Sens. Tom Udall (D-N.M.) and Ed Markey (D-Mass.) will appear today with clean energy advocates to highlight the shortcomings they see in the House bill.

But with just a week remaining until Congress is scheduled to adjourn for the year, it appears unlikely that lawmakers would be able to agree on any alternative to the House bill. Sen. Orrin Hatch (R-Utah), who will take over as Finance chairman in January, said too little time remained in the year and predicted the House bill ultimately would be adopted.

Clean energy supporters worry that the truncated House bill raises the likelihood that the PTC would not win another extension in the next session of Congress, when extenders and tax reform again will be on the agenda with Republicans in charge of both the House and Senate. While the credit enjoys support from some GOP lawmakers hailing from windy states, it has become a growing target of attacks from conservative groups, which say it is too expensive (E&E Daily, Dec. 3).

Opponents of the credit see their chances of success improving.

“I think there’s a growing weariness with these persistent efforts to pretend that wind is an infant industry and that rich wind developers need big tax subsidies in order to invest. It’s time for it to stand on its own,” Sen. Lamar Alexander (R-Tenn.), one of the credit’s leading opponents, said in an interview yesterday. “And I think, in a Republican Congress — I hope that we phase it out. I certainly am going to push to do that. I would end it.”

A broader, bipartisan extenders agreement that was being brokered last week would have gradually reduced the value of the PTC through 2017 and then eliminated it, but that deal fell apart following unrelated White House objections. Alexander said he had not seen all of the details of the phaseout approach but stressed that his preference would be to just not extend the credit at all beyond this year.
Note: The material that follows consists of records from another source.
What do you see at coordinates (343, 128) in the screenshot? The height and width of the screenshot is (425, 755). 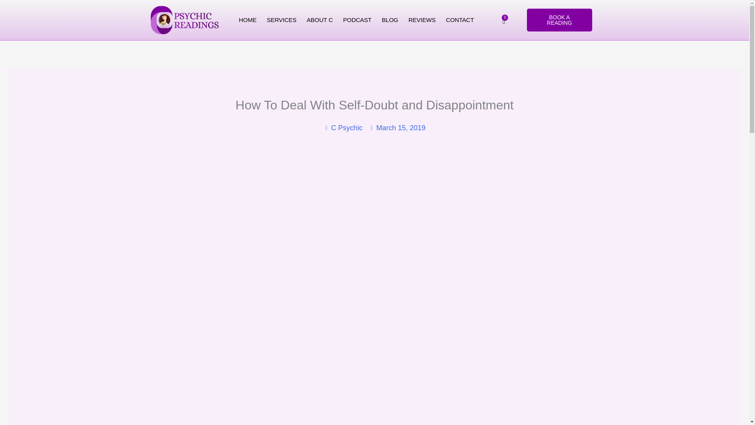 I see `C Psychic` at bounding box center [343, 128].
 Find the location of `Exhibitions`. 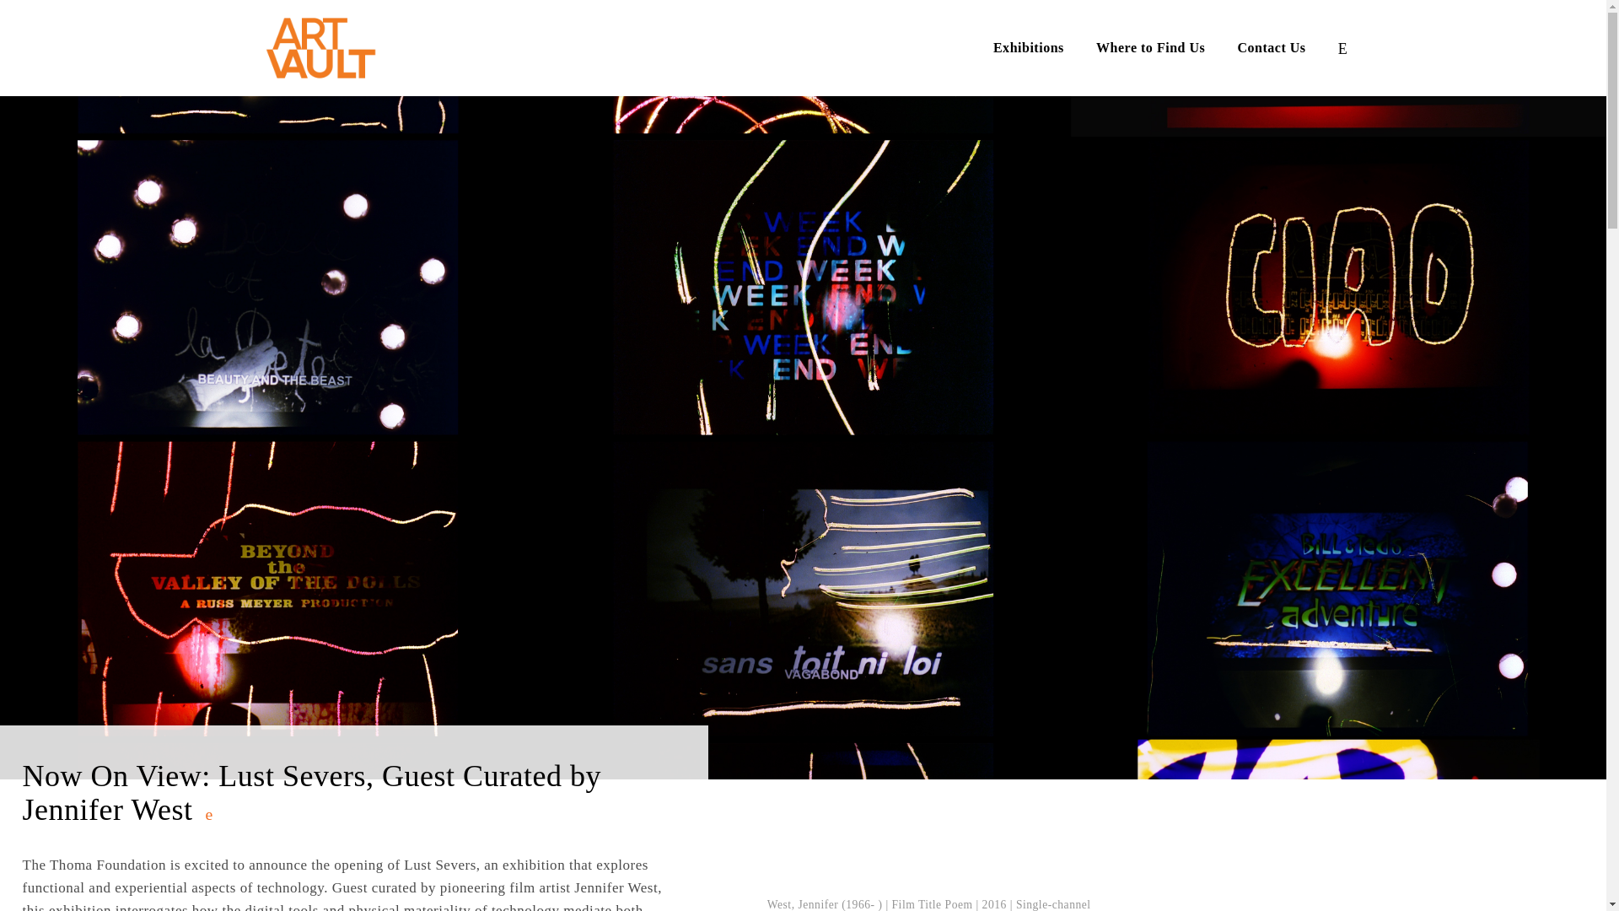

He said he had not decided how to vote on the House-passed bill.

The American Wind Energy Association says its companies would shed 30,000 jobs without at least a two-year extension, based on previous experience when the credit was extended too late. But the nonpartisan Joint Committee on Taxation estimates that even the brief renewal would spur significant activity in the industry, pegging the cost of H.R. 5771’s PTC extension at $6.4 billion; that’s a downward revision from an earlier $9.6 billion estimate after a calculation error was discovered (E&ENews PM, Dec. 3).
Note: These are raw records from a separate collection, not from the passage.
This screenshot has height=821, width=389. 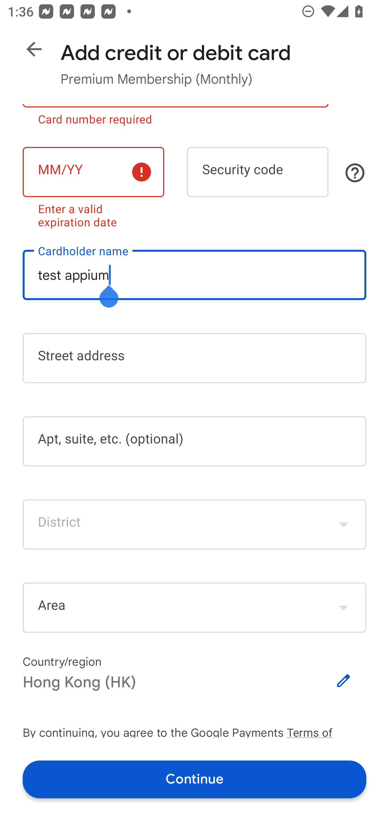 What do you see at coordinates (344, 607) in the screenshot?
I see `Show dropdown menu` at bounding box center [344, 607].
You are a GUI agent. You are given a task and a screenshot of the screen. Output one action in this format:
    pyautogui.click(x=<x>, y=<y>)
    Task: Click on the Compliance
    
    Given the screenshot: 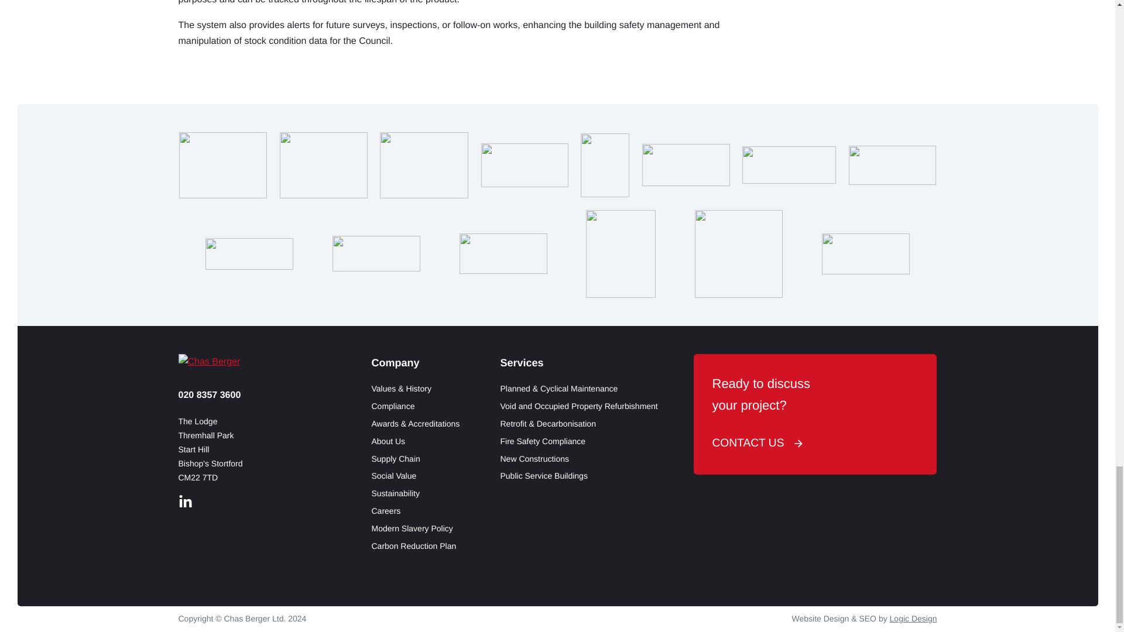 What is the action you would take?
    pyautogui.click(x=415, y=406)
    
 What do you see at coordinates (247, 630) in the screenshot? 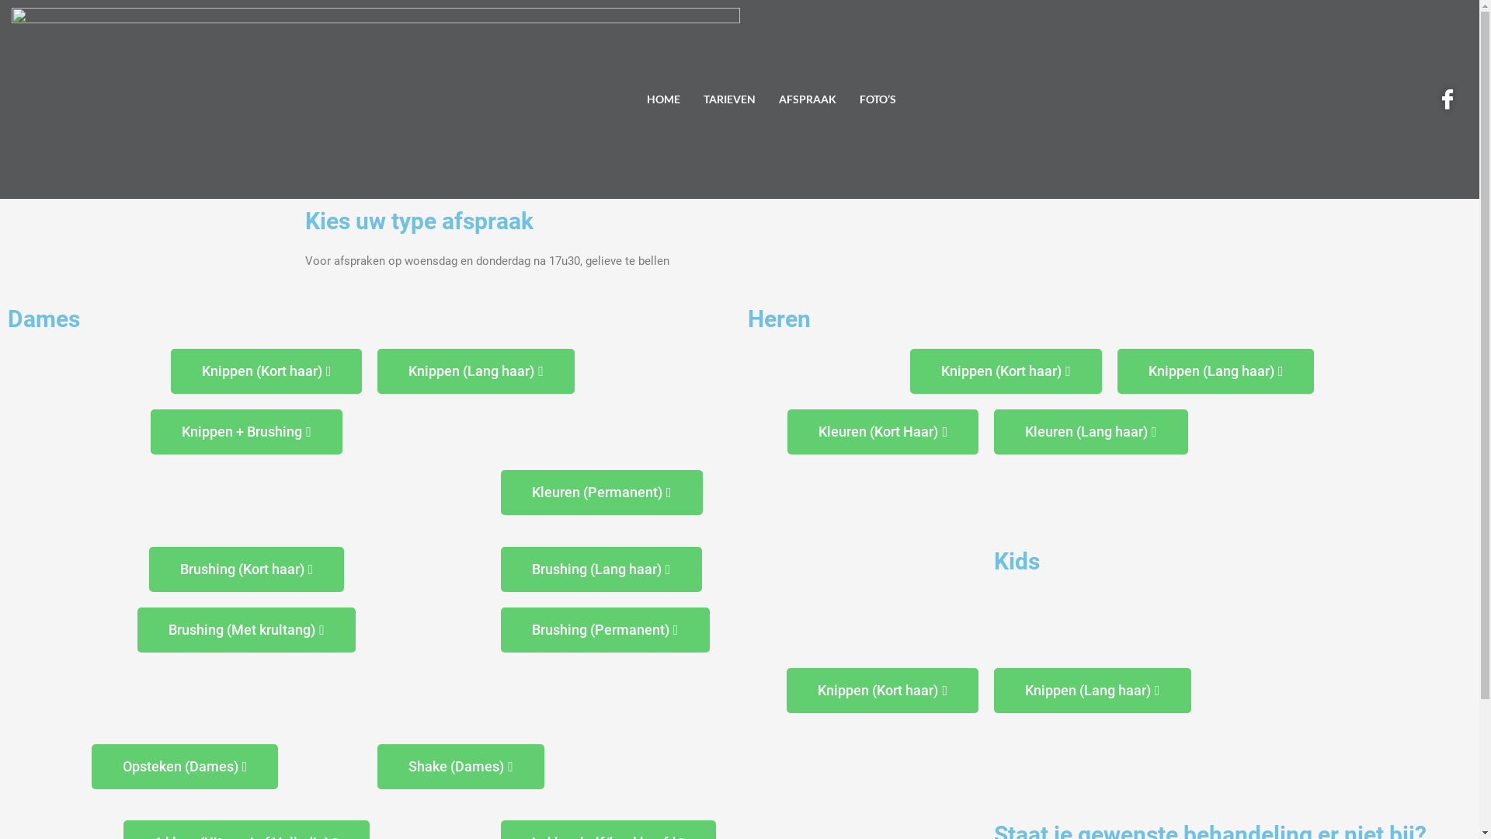
I see `Brushing (Met krultang)` at bounding box center [247, 630].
The credit would apply to any qualified project — wind, biomass, and certain other sources — where construction begins by the end of this year. Developers could also make a 5 percent “safe harbor” investment to protect their ability to claim the $23-per-megawatt-hour credit, and anyone who would qualify this year likely would take that route given the limited amount of time.

In a blog post yesterday, AWEA Director of Research Michael Goggin argues that there is too little time remaining this year for companies to take advantage of the credit. Getting ready to break ground on a project takes at least several months, and even then, companies would be unlikely to make safe harbor investments, which typically involve inking turbine-purchase contracts, in the little time remaining this year.

“While five percent may not sound like a lot of money, in reality, it represents a significant investment and assumption of risk on the part of a project developer, risk and dollars that developers are unlikely to take on for a project without having already lined up a buyer for the power,” he wrote. “It would be like you making a non-refundable down payment on a house with no guarantee that you could actually move in — not a financial move many could afford to make.”